The Management Myth:
Why the Experts Keep Getting it Wrong
Matthew Stewart
Some things are too important to be left to the experts. Arguably that includes running a business. Matthew Stewart, I think, might agree with that statement.
Stewart is a penitent, former management consultant. There is an entire sub-genre of management consulting tell-alls that usually leaves one wondering why such firms persist given how poorly they treat their clients. Stewart’s book avoids being merely an addition to that oeuvre by establishing a context for his critique.
He manages to do that because, unlike far too many scribblers of business-oriented books, Stewart is highly educated. Most consulting firms are populated with holders of MBA degrees who are adept at gathering and playing with data and telling the managers of businesses what it means and what they should do with it. By contrast, Stewart holds a PhD in analytical philosophy.
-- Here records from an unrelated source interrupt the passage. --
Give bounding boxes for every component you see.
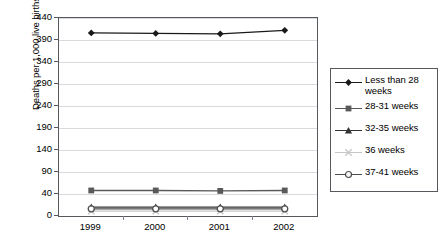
y-tick-label: 440 xyxy=(24,12,52,22)
x-tick-label: 2000 xyxy=(134,222,176,232)
data-series-layer xyxy=(59,18,317,216)
series-0 xyxy=(88,27,288,37)
legend-marker-filled-diamond-icon xyxy=(335,76,362,88)
legend-marker-light-cross-icon xyxy=(335,146,362,158)
legend-marker-glyph xyxy=(344,126,353,135)
chart-figure: Deaths per 1,000 live births 04090140190… xyxy=(0,0,441,243)
data-point-open-circle xyxy=(88,206,94,212)
y-tick-label: 140 xyxy=(24,144,52,154)
legend-label: 28-31 weeks xyxy=(362,101,418,112)
legend-marker-glyph xyxy=(344,104,353,113)
legend-item[interactable]: Less than 28 weeks xyxy=(335,75,437,96)
data-point-open-circle xyxy=(346,172,352,178)
data-point-filled-diamond xyxy=(345,79,352,86)
legend-marker-filled-square-icon xyxy=(335,102,362,114)
legend-item[interactable]: 37-41 weeks xyxy=(335,167,437,180)
y-tick-label: 0 xyxy=(24,210,52,220)
data-point-open-circle xyxy=(282,206,288,212)
series-1 xyxy=(88,188,287,194)
y-tick-label: 90 xyxy=(24,166,52,176)
legend-marker-open-circle-icon xyxy=(335,168,362,180)
x-tick-mark xyxy=(252,216,253,220)
data-point-filled-square xyxy=(153,188,159,194)
legend-marker-filled-triangle-icon xyxy=(335,124,362,136)
legend-label: 32-35 weeks xyxy=(362,123,418,134)
data-point-filled-diamond xyxy=(152,30,159,37)
legend-item[interactable]: 32-35 weeks xyxy=(335,123,437,136)
data-point-filled-square xyxy=(88,188,94,194)
data-point-filled-square xyxy=(346,106,352,112)
y-tick-label: 190 xyxy=(24,122,52,132)
data-point-filled-square xyxy=(217,188,223,194)
y-tick-label: 240 xyxy=(24,100,52,110)
y-tick-label: 290 xyxy=(24,78,52,88)
y-tick-label: 40 xyxy=(24,188,52,198)
legend-marker-glyph xyxy=(344,78,353,87)
x-tick-label: 1999 xyxy=(69,222,111,232)
data-point-light-cross xyxy=(345,149,351,155)
legend-item[interactable]: 28-31 weeks xyxy=(335,101,437,114)
series-line xyxy=(91,30,285,34)
legend-label: 37-41 weeks xyxy=(362,167,418,178)
data-point-filled-diamond xyxy=(217,30,224,37)
data-point-filled-triangle xyxy=(345,127,352,133)
chart-legend: Less than 28 weeks28-31 weeks32-35 weeks… xyxy=(330,68,438,192)
x-tick-mark xyxy=(187,216,188,220)
y-tick-label: 340 xyxy=(24,56,52,66)
y-tick-label: 390 xyxy=(24,34,52,44)
plot-area xyxy=(58,17,318,217)
data-point-open-circle xyxy=(153,206,159,212)
legend-label: 36 weeks xyxy=(362,145,405,156)
legend-marker-glyph xyxy=(344,170,353,179)
legend-marker-glyph xyxy=(344,148,353,157)
data-point-open-circle xyxy=(217,206,223,212)
x-tick-mark xyxy=(123,216,124,220)
legend-label: Less than 28 weeks xyxy=(362,75,437,96)
data-point-filled-diamond xyxy=(281,27,288,34)
data-point-filled-square xyxy=(282,188,288,194)
x-tick-label: 2001 xyxy=(198,222,240,232)
legend-item[interactable]: 36 weeks xyxy=(335,145,437,158)
data-point-filled-diamond xyxy=(88,30,95,37)
x-tick-label: 2002 xyxy=(263,222,305,232)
A fancy credential, especially in an arcane discipline, isn’t necessarily a guarantee that one has learned anything. What all that book-learning should do, I’d hope, is give you some tools. Tools to investigate. Tools to analyze. Tools to communicate. You might think an MBA delivers the same thing, maybe even more so, but I’m not sure it does. The classes I took in the b-school while getting my MS offered a particularly pinched view of the world.
By contrast, Stewart has quite a toolbox and he’s mastered every tool in it, including the proprietary ‘methods’ that consulting firms sell. Consulting firms and ad agencies, the sector I grew up in, have a longstanding love-hate relationship but what they share is a Darwinian ecology. Last longer than a comparatively short while, rise above the first two levels, and it’s as close as you’ll ever get to proof that you’re good at what you do. Stewart made partner in a breakaway, start-up firm.
Stewart offers his thesis, gently, at the outset: “…management is indeed a neglected branch of the humanities, and [that] the study of management belongs, if anywhere, to the history of philosophy.” In principle I agree with Stewart although I would probably substitute social science for humanities and sociology or anthropology for philosophy. But that’s small beer. I think we might both find ourselves paraphrasing Henry Ford: management’s bunk.
Stewart goes so far as to note that the firm he joined conducted an orientation/training program for non-business degree holders like him. The firm conveyed what they considered the most important parts of the MBA curriculum in three weeks–a stunning discount of the schooling that indicates achieving managerial professionalism.
The tale Stewart tells emerges in alternating chapters. One group of chapters tells the tale of his personal journey, the other offers a history of management as a profession and the management consultants who made it so.
I’d almost say it was part tell-all, part history except that as tell-alls go, Stewart’s is distinctly mild. Tales of drunken debauchery are not his style although there is drinking and running up travel, food and lodging expenses aplenty. There’s also lots of silly behavior. But most of it occurs within the consultancies.
Do the clients suffer? They always do but the shenanigans within the firms they hire are the least of it. What are they really paying for? My favorite vignette in the book showcases a senior partner engaging in “two-handed regression.” Confronting the type of scatter plot that typically frustrates analysts, an array of widely scattered data points indicating no clear differences or correlations, he smashes two hands down on the graph revealing the “straight line hiding from conventional mathematics.” (p. 62) Amusing and practical but not really the rocket science clients think they’re buying.
Where Stewart provides his greatest service is in the historical overview. There is no creature on earth more afeared of history than the American businessman or woman. I’ve met hundreds of people who don’t know the first bit about the history of their own business let alone the ones they’re going to fix or make money from. There’s a reason there’s a business cycle and I submit it might have as much to do with human behavior as some mystical law of economics.
The ugly truth about management consultants is all here. Frederick Winslow Taylor and his doctored data which, in any event, were never shared with the client. The Hawthorn effect and the absolutely shoddy methodology behind it. The McKinseys and the Bains and on and on. It’s a frightening litany and makes you wonder what good, if any, has come of it.
None of this is new information and you’d think the clients might be aware. But they aren’t and it’s more profitable to reinvent the wheel endlessly than to make things better once and for all.
That ought to raise questions about both the buyers and sellers of the management myth. It probably won’t. Until it does, remember that caveat emptor doesn’t just apply to the individual consumer.